Highlights & Insights¶
- Integrating representation fine-tuning with low-rank adaptation is highly creative, breaking out of the conventional framework of "optimizing AB matrices."
- The cross-layer shared Encoder-Decoder design is highly elegant: it simultaneously reduces the parameter count and maintains consistency in the compressed representations.
- The parameter efficiency improvement is remarkable: achieving a 30-70x parameter compression while delivering superior performance.
- Excellent performance in low-resource scenarios (10% data) indicates that DenseLoRA possesses stronger generalization capabilities.
- The finding that MLP layer adaptation is more crucial than attention layer adaptation is somewhat counter-intuitive, warranting further investigation.
Limitations & Future Work¶
- The experiments primarily focus on commonsense and mathematical reasoning, lacking validation on NLG tasks (e.g., summarization, translation).
- Sharing the Encoder-Decoder across all layers might be less flexible in deep models with substantial variance between layers.
- Zero-initialization of the Decoder implies weak adaptation signals in the early training phases, potentially affecting convergence speed.
- Evaluation was limited to 7B/8B models, lacking experiments on larger scales (70B+).
- Research idea: explore adaptive rank assignment for each layer, rather than utilizing a fixed rank \(r\) across all layers.

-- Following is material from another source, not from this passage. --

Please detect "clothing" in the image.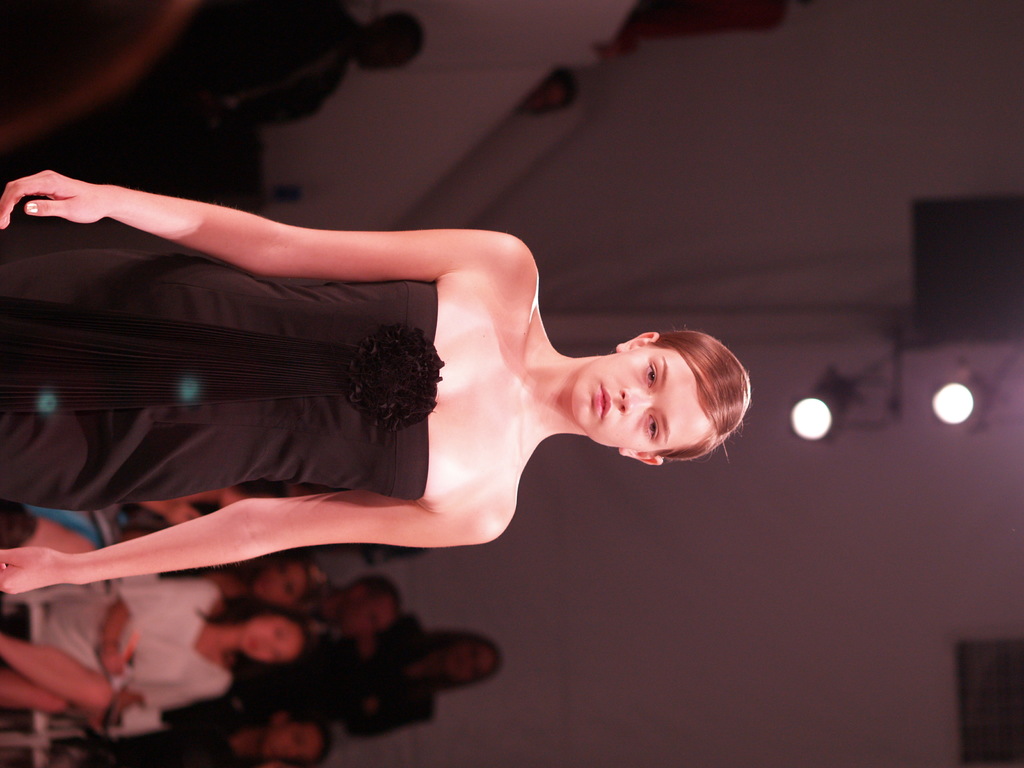
box=[220, 614, 439, 738].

- During inference, DenseLoRA cannot be directly merged into the original weight matrices like LoRA (due to the presence of non-linear activation functions and Encoder/Decoder architectures), introducing extra inference latency. This represents a significant practical limitation.
Related Work & Insights¶
- Related to the ReFT (Representation Fine-tuning) family, but DenseLoRA deeply integrates representation fine-tuning and low-rank adaptation.
- LoKr uses Kronecker product decomposition but suffers from higher computational costs, whereas DenseLoRA's computational overhead is comparable to LoRA.

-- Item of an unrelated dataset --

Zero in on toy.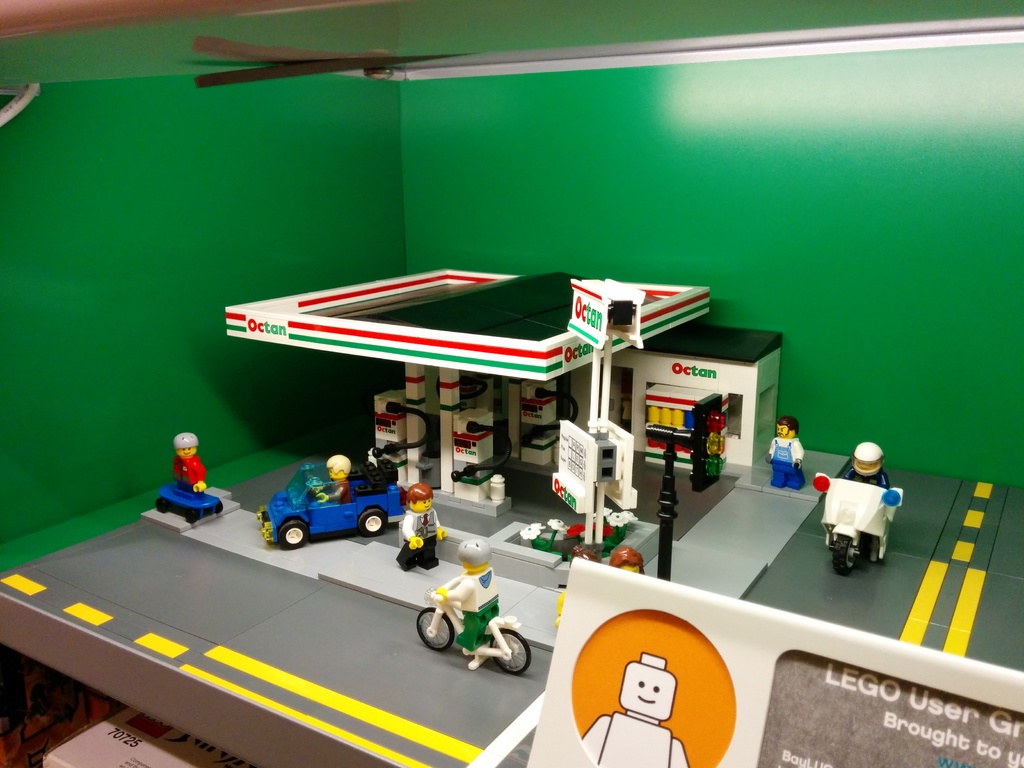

- VeRA also employs shared matrices but exhibits a substantial performance gap (67.7% vs 83.8%), demonstrating the effectiveness of DenseLoRA's three-stage design.
- NoRA adopts nested structures and SVD; the formulation differs, but the objective remains similar.
Rating¶
- Novelty: ⭐⭐⭐⭐ Combining representation fine-tuning with low-rank adaptation is novel, though the Encoder-Decoder design itself is not entirely new.

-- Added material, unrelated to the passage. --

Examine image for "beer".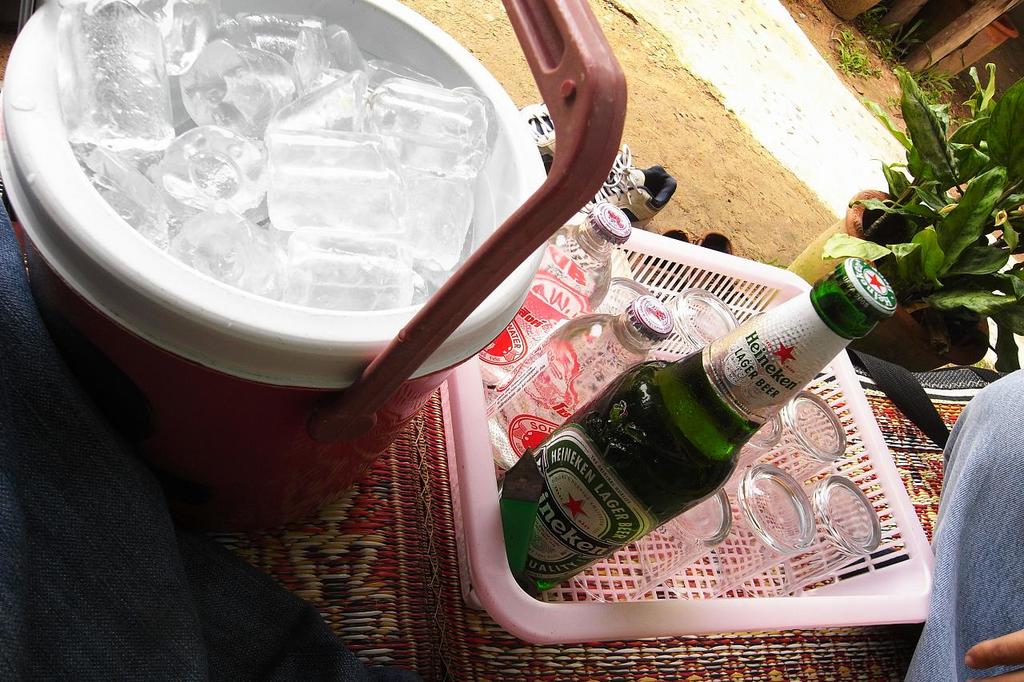
Examination result: 493,253,891,590.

- Experimental Thoroughness: ⭐⭐⭐⭐ Ablation studies are comprehensive with various rank configurations and module combinations, though the coverage of task types and model scales could be broader.
- Writing Quality: ⭐⭐⭐⭐ The methodology is clearly described, and the parameter analysis is thorough, though more discussion on inference latency could be integrated.
- Value: ⭐⭐⭐⭐ The substantial improvement in parameter efficiency holds significant practical value; however, the inference latency issue limits certain deployment scenarios.